If there was no judicial authorisation, the essential guarantees of the procedure are radically undermined, violating the fundamental rights to secrecy of communications, privacy and personal data protection.

Because of this, Zapatero’s lawyers insist the “lack of essential guarantees” means the content of that device, and particularly the WhatsApp exchanges analysed, must be excluded from the proceedings. They warn they will promote an incident of nullity if no enabling judicial resolution exists.

The US-provided phone

The second front concerns the mobile phone of Rodolfo Reyes, the former principal shareholder of Plus Ultra. US Homeland Security Investigations seized the device at a Florida airport in 2021, but only sent its content to Spanish police in March 2026. Judge Calama has already asked Washington to authorise using the messages as trial evidence. Zapatero’s defence, however, appealed the judge’s decision not to expand that rogatory commission to demand details about how the phone was seized, copied, preserved and transferred – including whether HSI had its own judicial warrant.

The courts are constitutionally obliged to exercise effective control over the lawfulness of all information added to the case.

The defence argues that without establishing the chain of custody and the conditions of the seizure, foreign evidence “with rules and guarantees foreign to those required by our legal system” cannot be admitted.

Key dates in the Plus Ultra investigation
  1. Spanish government grants €53m bailout to airline Plus Ultra during the pandemic.
  2. US Homeland Security Investigations seizes mobile phone of Rodolfo Reyes, Plus Ultra’s former owner, at a Florida airport.
  3. Police searches in Spain, authorised under French and Swiss cooperation requests, lead to seizure of the ‘Crucial’ hard drive from lawyer Miguel Palomero.
  4. US authorities send the contents of Reyes’s phone to Spanish police.
  5. Judge Calama orders a search of Zapatero’s office, following leads from the analysed devices.
  6. Zapatero testifies before Judge Calama as a formally investigated person.
  7. Zapatero’s defence files two challenges questioning the legality of the hard drive and phone evidence.

Building a nullity strategy

The two moves are part of a broader defence strategy aimed at attacking the procedural origins of the case. The ‘Crucial’ hard drive first brought Zapatero’s name into the investigation through chats between Palomero and Venezuelan businessman Danilo Diazgranados, who allegedly paid a firm owned by Zapatero’s daughters. If the evidence stream is declared unlawful, everything derived from it – including the May 2026 search of the former prime minister’s office and his subsequent questioning – could be invalidated.

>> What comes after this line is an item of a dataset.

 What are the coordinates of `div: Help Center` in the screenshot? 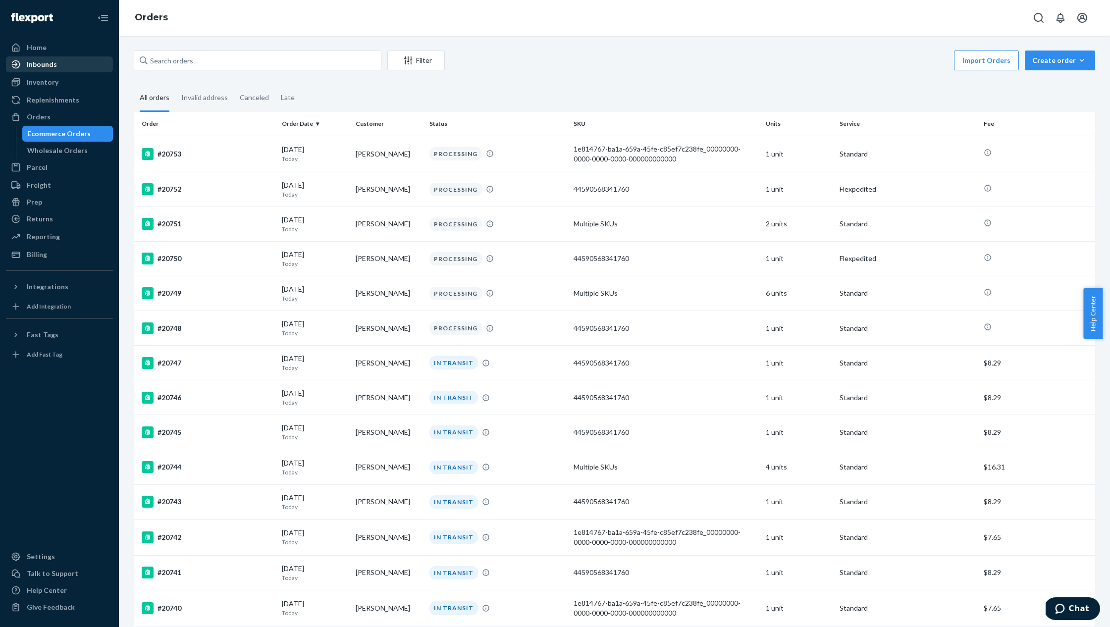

The defence frames the request for the authorising resolution as “not a mere formality but an autonomous and unavoidable legal requirement” that “directly and immediately affects” Zapatero’s procedural standing and his right to a fair trial.

Judge’s stance

Judge Calama, sitting at Spain’s National Court, has so far rejected the request to broaden the query to the United States, arguing that the rogatory commission should not be extended until Washington responds to the initial request. Zapatero has lodged a “recurso de reforma” against that ruling, insisting that the information is needed before the evidence can be considered usable.